“I was raped when I was nine, that is young isn’t it? Too young…”
I met Lynda at IHNFA, a juvenile detention center for girls. We did cardboard testimonies. Mine declared, “Depressed” the other side revealing, “Now I have the joy of Jesus.” She came up to me after. Pointing to her cut-up arms, she said, I’m depressed too.
Lynda had never opened up to anyone about her story. It was time. She was raped when she was nine. Less than a year later her mother died. Her father abandoned the family and she was left to live alone on the streets at ten. Pointing to a long scar from her elbow all the way down to her wrist she said, “I did that with a razor when I was 11.”
She blames herself for getting raped. Feeling worthless and alone. She was sent to IHNFA because she tried to kill herself and was in the hospital for many days. In order to escape the pain, she hurts herself. With no razor she now scratches herself so deep it bleeds.
At only 14 her arms are covered in scars, some as recent as yesterday, her eyes are vacant, her hair crawling with lice. She is a girl who has nothing, no hope, no family, and no apparent future.
Kat told her story of redemption from a life of cutting. I cried as I looked into Lynda’s hopeless eyes. She told us that all she wanted to do was die. That she couldn’t face it anymore, it was too much to handle.
Kat gave her a bracelet and told her that every time she cut, she should look at that bracelet and promise us that she wouldn’t kill herself. Lynda told us she couldn’t promise anything; life was too hard.
We prayed for her, hugged her, and told her that she was beautiful, that she was worth something, that no matter what God would never abandon her.
As we were leaving she said, “I promise, I won’t try to kill myself.”
Lynda’s story is a story of sadness. A story of hopelessness. A story of agony. I will be praying for Lynda. I pray that one day she can turn over her sign of hopelessness, revealing her hope and joy in Christ alone.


WHAT TO PRODUCE -> Please count how many lines below contain the word "square" and reply with only that number.

TASK INPUTS ->
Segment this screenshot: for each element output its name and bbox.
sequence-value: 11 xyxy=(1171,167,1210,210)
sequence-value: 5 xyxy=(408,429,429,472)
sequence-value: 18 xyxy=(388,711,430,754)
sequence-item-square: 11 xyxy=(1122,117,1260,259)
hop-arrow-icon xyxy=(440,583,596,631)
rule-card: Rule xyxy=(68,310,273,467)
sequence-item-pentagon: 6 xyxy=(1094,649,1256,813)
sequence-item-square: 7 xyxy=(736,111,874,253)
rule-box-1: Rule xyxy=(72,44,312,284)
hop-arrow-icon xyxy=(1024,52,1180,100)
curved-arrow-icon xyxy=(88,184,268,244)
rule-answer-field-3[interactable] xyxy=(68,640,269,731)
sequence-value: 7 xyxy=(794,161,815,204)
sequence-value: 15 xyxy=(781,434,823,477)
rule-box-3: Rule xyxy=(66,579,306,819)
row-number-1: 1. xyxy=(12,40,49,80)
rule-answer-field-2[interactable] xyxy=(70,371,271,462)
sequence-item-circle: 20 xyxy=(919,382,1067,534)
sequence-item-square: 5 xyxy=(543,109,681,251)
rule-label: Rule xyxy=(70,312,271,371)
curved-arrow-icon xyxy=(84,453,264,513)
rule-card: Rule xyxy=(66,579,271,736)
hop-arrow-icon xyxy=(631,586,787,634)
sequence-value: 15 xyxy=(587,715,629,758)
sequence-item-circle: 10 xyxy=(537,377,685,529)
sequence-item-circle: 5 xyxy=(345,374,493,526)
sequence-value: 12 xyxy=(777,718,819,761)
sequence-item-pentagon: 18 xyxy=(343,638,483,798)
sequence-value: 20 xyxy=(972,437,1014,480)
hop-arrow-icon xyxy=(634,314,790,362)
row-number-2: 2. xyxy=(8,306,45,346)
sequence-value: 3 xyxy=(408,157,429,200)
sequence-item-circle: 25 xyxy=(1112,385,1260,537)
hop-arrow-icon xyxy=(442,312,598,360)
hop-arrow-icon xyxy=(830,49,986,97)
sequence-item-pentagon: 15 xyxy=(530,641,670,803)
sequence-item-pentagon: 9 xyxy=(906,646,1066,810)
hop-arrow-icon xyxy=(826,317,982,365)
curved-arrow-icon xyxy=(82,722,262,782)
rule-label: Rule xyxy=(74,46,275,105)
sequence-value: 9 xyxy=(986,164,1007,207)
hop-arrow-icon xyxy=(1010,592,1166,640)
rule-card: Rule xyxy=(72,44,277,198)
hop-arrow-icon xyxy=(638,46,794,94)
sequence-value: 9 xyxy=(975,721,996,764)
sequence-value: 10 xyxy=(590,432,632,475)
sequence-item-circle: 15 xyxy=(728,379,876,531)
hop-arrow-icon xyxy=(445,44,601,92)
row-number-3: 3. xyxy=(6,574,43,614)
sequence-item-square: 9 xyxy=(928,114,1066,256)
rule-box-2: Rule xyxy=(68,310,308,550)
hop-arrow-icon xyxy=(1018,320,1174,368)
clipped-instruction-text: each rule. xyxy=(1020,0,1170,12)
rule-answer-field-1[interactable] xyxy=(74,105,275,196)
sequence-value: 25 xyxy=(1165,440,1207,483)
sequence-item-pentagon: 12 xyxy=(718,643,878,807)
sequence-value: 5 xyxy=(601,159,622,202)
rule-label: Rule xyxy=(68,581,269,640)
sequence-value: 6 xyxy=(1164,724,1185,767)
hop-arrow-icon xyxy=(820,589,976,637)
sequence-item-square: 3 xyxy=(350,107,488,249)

WORKED SOLUTION -> 5